Gamification
Life as a (Computer) Game?

Gamification
Gamification | Photo (detail): Sebastiaan ter Burg, CC BY 2.0

Since few things are as motivating as games, game mechanisms are being increasingly integrated into systems with which they otherwise have nothing to do. Earning points and getting high scores are part of everyday life in the age of computer games.

People have always played games – in all ages and cultures. Chess, Mikado, the Olympic Games, Tetris or World of Warcraft – the world of games is as various as it has been closely intertwined with our lives since time immemorial. In the digital age, people are particularly captivated by computer games. We therefore increasingly meet, offline as well as online, principles drawn from digital games in the most various spheres of life. This trend is called “gamification”, according to which game mechanisms – points, levels, ratings and rankings, challenges and rewards – are transferred to non-game environments.

Motivation and customer retention

The idea of taking games and their motivating power as a model to animate people to certain forms of behaviour is not of course new: businesses, for instance, have long been organizing entertaining and competitive interactions to foster customer return. Whether the good old discount coupon or the frequent flyer programmes of airlines, such customer loyalty instruments use a number of mechanism that have been taken from the world of games: collecting points, climbing to higher levels and its associated privileges, acquiring status and rewards. The concept of Weight Watchers also has all the ingredients of a multi-player game. For decades the weight reduction programme has been demonstrating how game mechanisms can motivate people to make changes in their behaviour that they would otherwise have difficulty making.

Self-tuning or joint task

Today we are experiencing a unique “gamification” of life. Computer games have made everyday life into a game: by rewarding doing the wash up and housecleaning with virtual points, everything is supposed to be made easier – so the idea behind applications like EpicWin. Overcoming one’s weaker self is also made easier by turning it into a game. The game Zombies, Run! aims at motivating runners. The app sends the athletes on audio missions and takes them into a game world that makes the running course into an adventure. Who doesn’t step on it when he is fighting against zombies?

Other games have as their goal not self-tuning but rather the fulfilment of joint tasks. The Finnish National Library, for example, sends volunteers troubleshooting in its electronic archive with Digitalkoot. The Institute of Art History at the University of Munich uses the online game Artigo to get artworks tagged. The sciences too rely on the tremendous energy and problem-solving ingenuity that people invest in computer games: Foldit and EteRNA set scientists to work together with gamers in researching diseases and their cure. PhotoCity sends players on a kind of photographic scavenger hunt to produce 3-D models of entire cities from playfully generated digital image data. In the age of computer games, fun and entertainment has become a new currency exchanged for work that would otherwise be difficult to finance.

The world becomes a playing field

That gamification now enjoys such great popularity is no accident. The omnipresence of technology has opened a new scope and range of application for games. Game mechanisms that we know from video games are no longer reserved to the virtual world. Thanks to smartphones, digital cameras, sensors and the ubiquity of the Internet, they are finding their way more and more into reality. Moreover, we are entering the age of throw-away electronics: processing units, sensors and cameras are becoming constantly cheaper. Soon the most common everyday objects will be equipped with digital electronics – from the coffee cup and food packaging to clothing. Because all these things will be hooked up to the Internet, the boundary between real and virtual world will crumble. Digital games will invade our lives more and more.

Beyond this, a whole generation is today growing up with the virtual worlds of computer games. Since “Generation Gaming” thus acquires a playful perspective on all of life, play and learning, play and working, play and many other facets of our lives, are coming closer and closer together.

Living in a playful society

Gamification is a balancing act between motivation and manipulation. If the advent of computer games in every corner of our lives brings with it fun and entertainment, it simultaneously creates a dense data network that makes the derivation of personality profiles an equally easy game. By transforming every activity of our lives into a computer game, we reveal a good deal about ourselves, because thereby personal data, which reflect our behaviour, occur more or less as a by-product. This opens the doors to every form of behavioural influence.

Thus gamification is a double-edged sword: the gamification of life could open up a future in which challenges are mastered playfully and work is highly motivated because even boring task can be packaged in such a way that they are fun. At the same time, gamification entails the risk that people will no longer be able to act autonomously because they will not even recognize when they are playing and when they are not. Gamification is still in its infancy. Only the future will tell how the power of games will be used.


# Work task
Could you filter the records below and return each line that holds "strong"?

====== Recorded data

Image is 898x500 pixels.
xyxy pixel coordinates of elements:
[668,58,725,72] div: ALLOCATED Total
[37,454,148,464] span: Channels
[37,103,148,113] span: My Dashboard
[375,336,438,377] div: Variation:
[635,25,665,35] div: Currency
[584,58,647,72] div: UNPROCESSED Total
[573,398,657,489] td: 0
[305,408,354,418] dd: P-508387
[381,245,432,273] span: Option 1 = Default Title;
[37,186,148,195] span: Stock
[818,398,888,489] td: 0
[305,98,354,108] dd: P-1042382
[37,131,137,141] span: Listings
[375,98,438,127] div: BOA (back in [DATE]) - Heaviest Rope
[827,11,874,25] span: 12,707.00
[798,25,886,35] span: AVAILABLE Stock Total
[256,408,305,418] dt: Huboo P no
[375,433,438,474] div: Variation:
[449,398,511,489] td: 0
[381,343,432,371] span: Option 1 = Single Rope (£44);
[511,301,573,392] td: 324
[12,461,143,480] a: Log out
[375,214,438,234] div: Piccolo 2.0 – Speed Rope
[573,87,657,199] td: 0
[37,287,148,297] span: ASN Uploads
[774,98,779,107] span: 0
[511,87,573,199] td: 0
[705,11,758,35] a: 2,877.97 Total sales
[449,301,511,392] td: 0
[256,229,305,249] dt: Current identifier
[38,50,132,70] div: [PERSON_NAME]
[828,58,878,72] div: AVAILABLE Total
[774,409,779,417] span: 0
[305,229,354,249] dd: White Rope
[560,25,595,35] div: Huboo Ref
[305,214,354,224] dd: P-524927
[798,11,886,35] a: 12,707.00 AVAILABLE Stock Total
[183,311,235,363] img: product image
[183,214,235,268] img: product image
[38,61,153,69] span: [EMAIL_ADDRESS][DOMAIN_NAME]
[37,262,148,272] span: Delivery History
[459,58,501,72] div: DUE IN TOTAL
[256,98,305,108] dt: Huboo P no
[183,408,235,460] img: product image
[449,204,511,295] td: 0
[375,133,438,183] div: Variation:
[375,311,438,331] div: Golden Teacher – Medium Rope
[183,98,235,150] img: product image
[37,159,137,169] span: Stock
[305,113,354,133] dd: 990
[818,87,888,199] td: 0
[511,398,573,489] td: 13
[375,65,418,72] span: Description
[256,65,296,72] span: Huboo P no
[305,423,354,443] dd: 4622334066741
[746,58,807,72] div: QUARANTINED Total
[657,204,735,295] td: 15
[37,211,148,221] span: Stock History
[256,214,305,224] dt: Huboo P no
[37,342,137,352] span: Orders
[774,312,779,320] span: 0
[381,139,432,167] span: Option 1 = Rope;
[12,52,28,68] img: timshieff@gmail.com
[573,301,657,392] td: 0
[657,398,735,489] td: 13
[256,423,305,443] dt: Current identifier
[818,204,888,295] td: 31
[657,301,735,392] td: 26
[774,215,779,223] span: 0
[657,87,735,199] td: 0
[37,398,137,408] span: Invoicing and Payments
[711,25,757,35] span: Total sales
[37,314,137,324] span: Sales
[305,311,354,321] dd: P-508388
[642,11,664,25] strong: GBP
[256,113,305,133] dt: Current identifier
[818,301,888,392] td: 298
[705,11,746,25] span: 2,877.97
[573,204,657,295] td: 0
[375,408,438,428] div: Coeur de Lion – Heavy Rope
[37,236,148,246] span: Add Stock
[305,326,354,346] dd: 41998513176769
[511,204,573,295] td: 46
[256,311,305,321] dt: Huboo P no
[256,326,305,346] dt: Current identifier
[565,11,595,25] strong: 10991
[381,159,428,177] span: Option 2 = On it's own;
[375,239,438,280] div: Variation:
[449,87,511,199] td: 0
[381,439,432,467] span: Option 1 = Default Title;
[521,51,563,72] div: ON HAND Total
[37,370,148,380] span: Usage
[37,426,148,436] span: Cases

============

# Your solution
[642,11,664,25] strong: GBP
[565,11,595,25] strong: 10991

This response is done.